There Was A Time

Sometimes, if the air is right and the light hits a certain way, I can close my eyes and remember what it was like to be new.

Fifteen years ago, I had lived in Los Angeles for one month and four days. I left an abusive relationship behind on the absolute other side of the country. You can’t drive much farther in a relatively straight line than I did in the continental United States. I packed up all my stuff in a tiny U-Haul trailer and moved from one ocean to the other. 3,150 miles (5069.43 km). My best friend and I did it in three and a half days.

Screen shot 2014-01-25 at 9.06.44 AM

It was another fresh start, my second, but this time, without a monster. I spent my days driving around looking for work and an apartment since I had neither. I was staying with a friend in a tiny studio apartment.

Eventually, my best friend and I moved into our awesome loft space downtown Los Angeles in a converted paper mill by the 4th Street bridge. The view from my front door was the same bridge Repo Man and a billion other movies were filmed.

Repo Man, Universal Studios.
Repo Man, Universal Studios.

Sometimes, around this time of year, I like to remember the splendor that was LA at that time. It was huge, especially since I moved from Boston, which likes to pretend it’s a big city, but is really tiny. Los Angeles is so big, that after fifteen years, that are still parts of it with which I am unfamiliar.

Fifteen years ago was a time when…

  • Palm trees were a novelty.
  • Running into a celebrity in a supermarket was something that was really remarkable.
  • I would drive by a location that was in a movie, recognize it and find that really cool.
  • 60 degrees was shorts weather, not leather jacket and boots weather.
  • Seeing a notice like this one posted outside my home was not a major inconvenience that engenders groans and rolling eyes like now, but movie magic!
    2014-01-25 08.59.14
  • Sunshine in winter confused me.
  • Everything was so new. Even the oldest structures in Los Angeles are brand new compared to the east coast.
  • Green things growing in January were amazing. Flowers flower year round here.
  • Pastel houses with Spanish roofs seemed incredibly impractical.
    Los-Angeles-after-xl
  • Steep driveways in the hills automatically made me wonder how the people who lived there got in and out of them in snow and ice before I remembered that there was none.
  • I ceremoniously threw my ice scraper away.
  • I realized that all of my clothing was way too warm.
  • I discovered that Los Angeles traffic is not all hype.
  • I kept thinking of the ocean being east, not west, and it screwed up my bearings constantly. I still have trouble with east and west even now, because of this.
  • I was amazed by mountains everywhere.
  • The amount of lights reflected from the city made the stars disappear at night.
  • The air smelled differently.
  • The leaves fall off the trees in November and December, not in September and October. And there are really only two seasons: fall and summer.
  • I fell in love with Los Angeles winters the first time we met. I’m still madly in love with them fifteen years later.

If the air is right and the light hits a certain way, I can close my eyes and remember what it was like to be new. I can feel the butterflies in my stomach and the excitement of a fresh start in a city so big that you could spend a lifetime exploring it.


All of the data, except its images, should be set down exactly as it appears.

(Saved data entries)
==============================

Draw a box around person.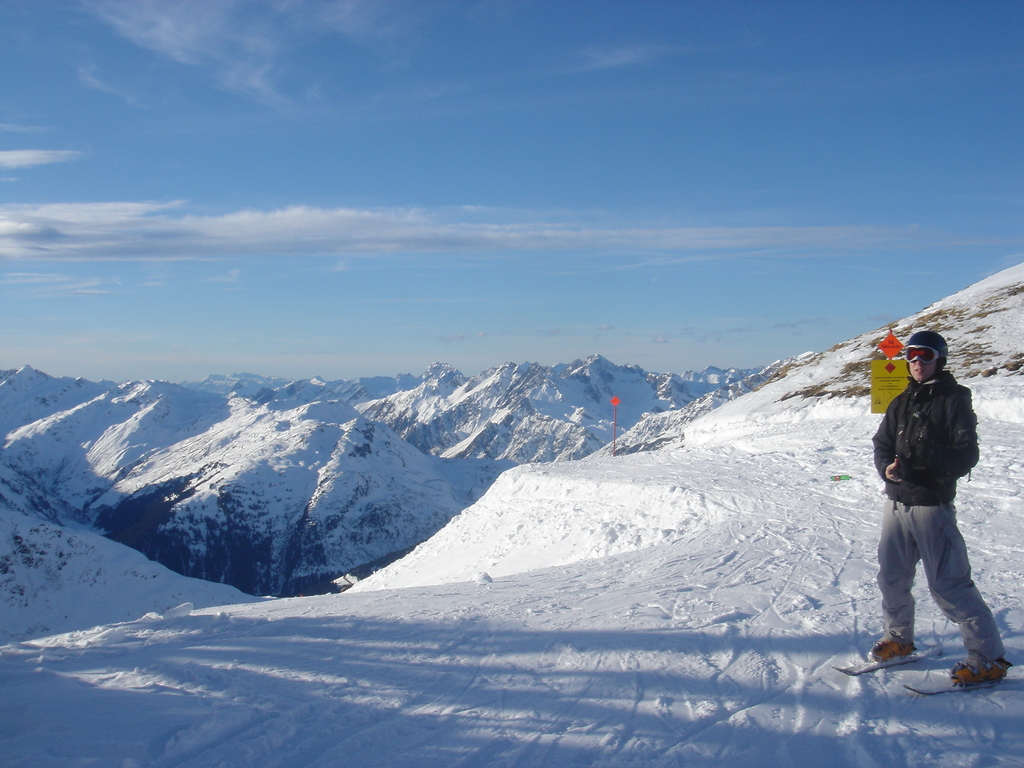
876,300,1006,703.
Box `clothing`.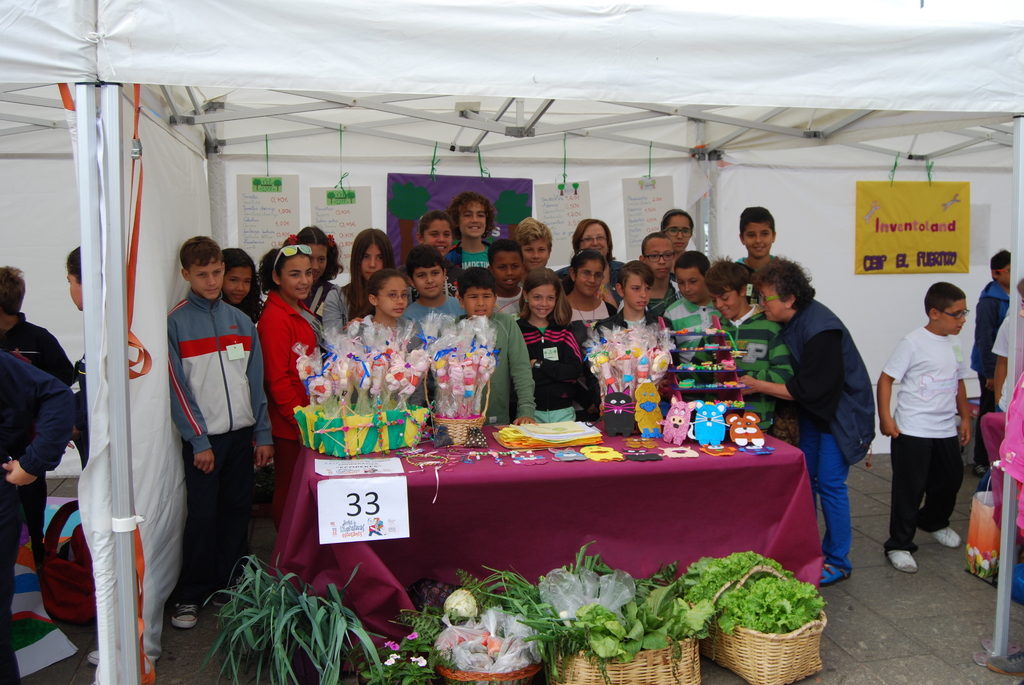
rect(321, 276, 353, 336).
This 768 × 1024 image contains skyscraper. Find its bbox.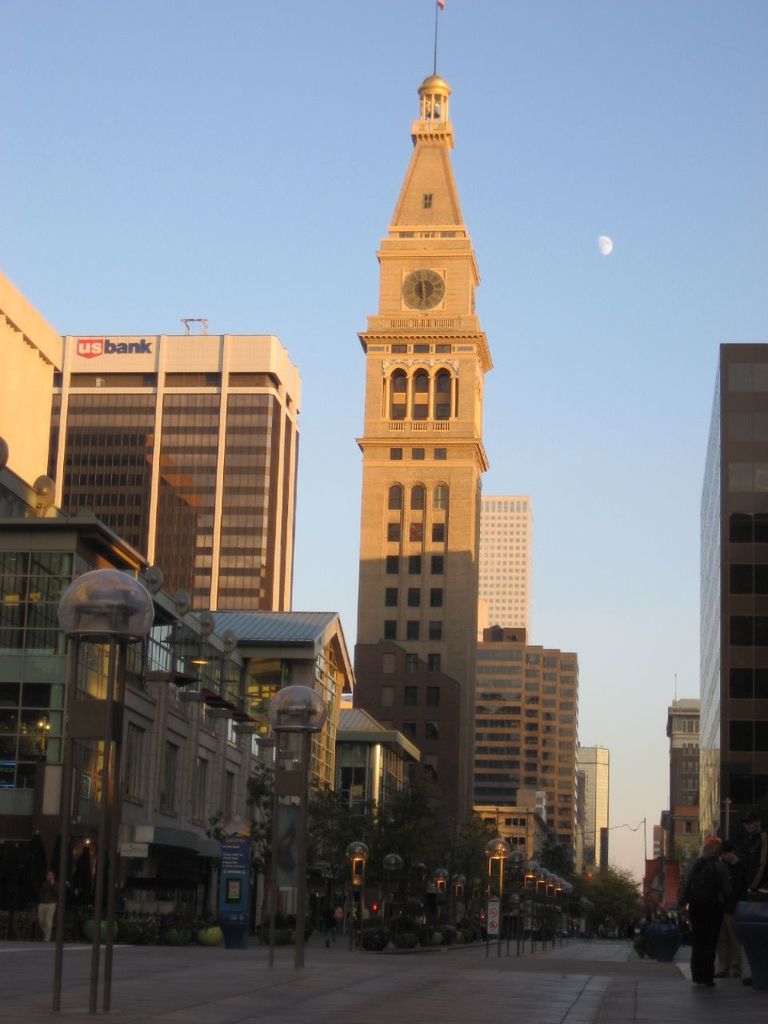
bbox=[55, 330, 312, 618].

==============================

> **Written solution**
Draw a box around person.
876,300,1006,703.
Box `clothing`.
rect(321, 276, 353, 336).
This 768 × 1024 image contains skyscraper. Find its bbox.
bbox=[55, 330, 312, 618].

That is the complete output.